When I worked in advertising, I watched focus groups on topics from a new model of printer to what people think of their phone company versus their cable tv provider. All these companies spent big money to learn about their customers.
But magicians, whatever their artistic vision, had no choice. There was just no focus group research on magic.
That’s not true anymore. Over the past decade or so, Andy (not his real name) who writes thejerx.com, worked with Andrew Costello to run several focus groups on magic.
There are limitations to focus group research, but this is pretty much the only actual scientific data available on the subject. And the results contradict some of magic’s most cherished conventional wisdom.

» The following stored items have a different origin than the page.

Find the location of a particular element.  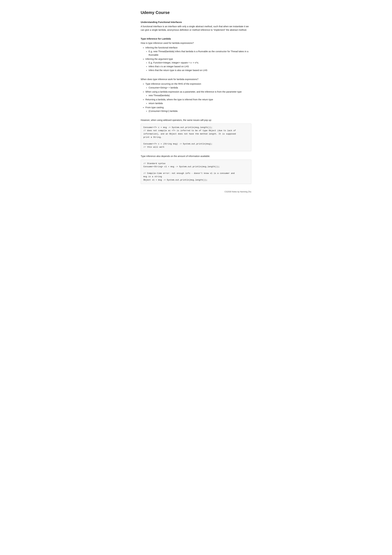

sub-list: new Thread(lambda) is located at coordinates (200, 96).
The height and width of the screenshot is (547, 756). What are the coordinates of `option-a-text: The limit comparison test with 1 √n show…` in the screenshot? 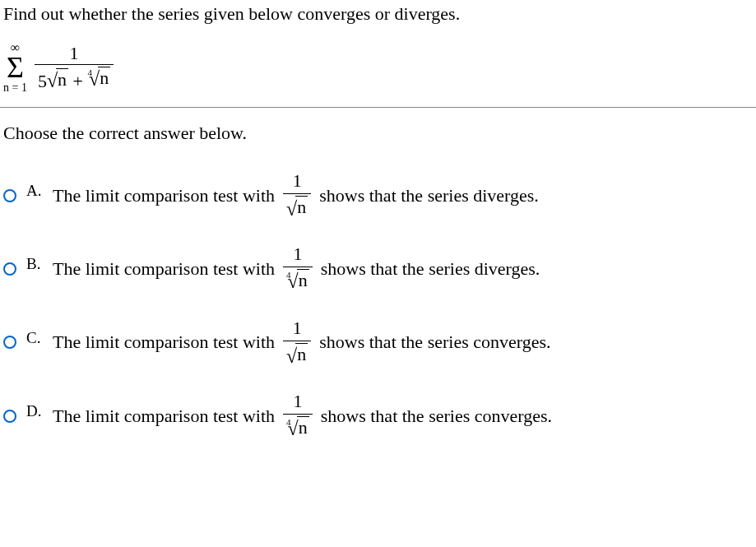 It's located at (296, 195).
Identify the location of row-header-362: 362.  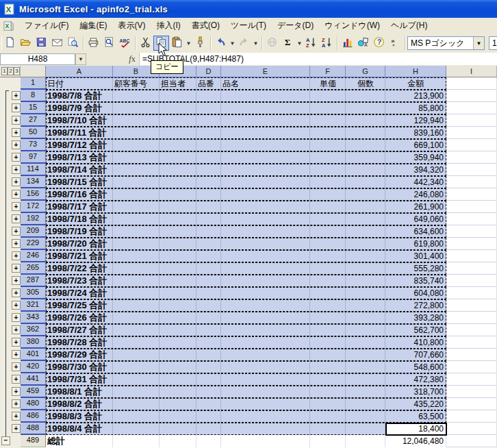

This is why companies do focus groups: quite often, conventional wisdom is wrong. The phone company I mentioned assumed that people liked their phone company much more than their cable company. The exact opposite was true.
The Limits of Focus Group Results
There are two things you have to remember when looking at any focus group results.
1) People may not behave the same in a focus group as they do in real life.
In a survey, People often respond with what they think the answer should be, rather than what it is. People can also be strongly influenced by other people in the group—google “Asch Conformity Line Experiment” if you doubt this.
In one legendary (in the advertising world) example, a company were testing a new music player. They had samples available for people to try out, in two different colors, yellow and black. Yellow was overwhelmingly preferred.
At the end, the participants were told they could each take one of the devices. Everybody took a black one.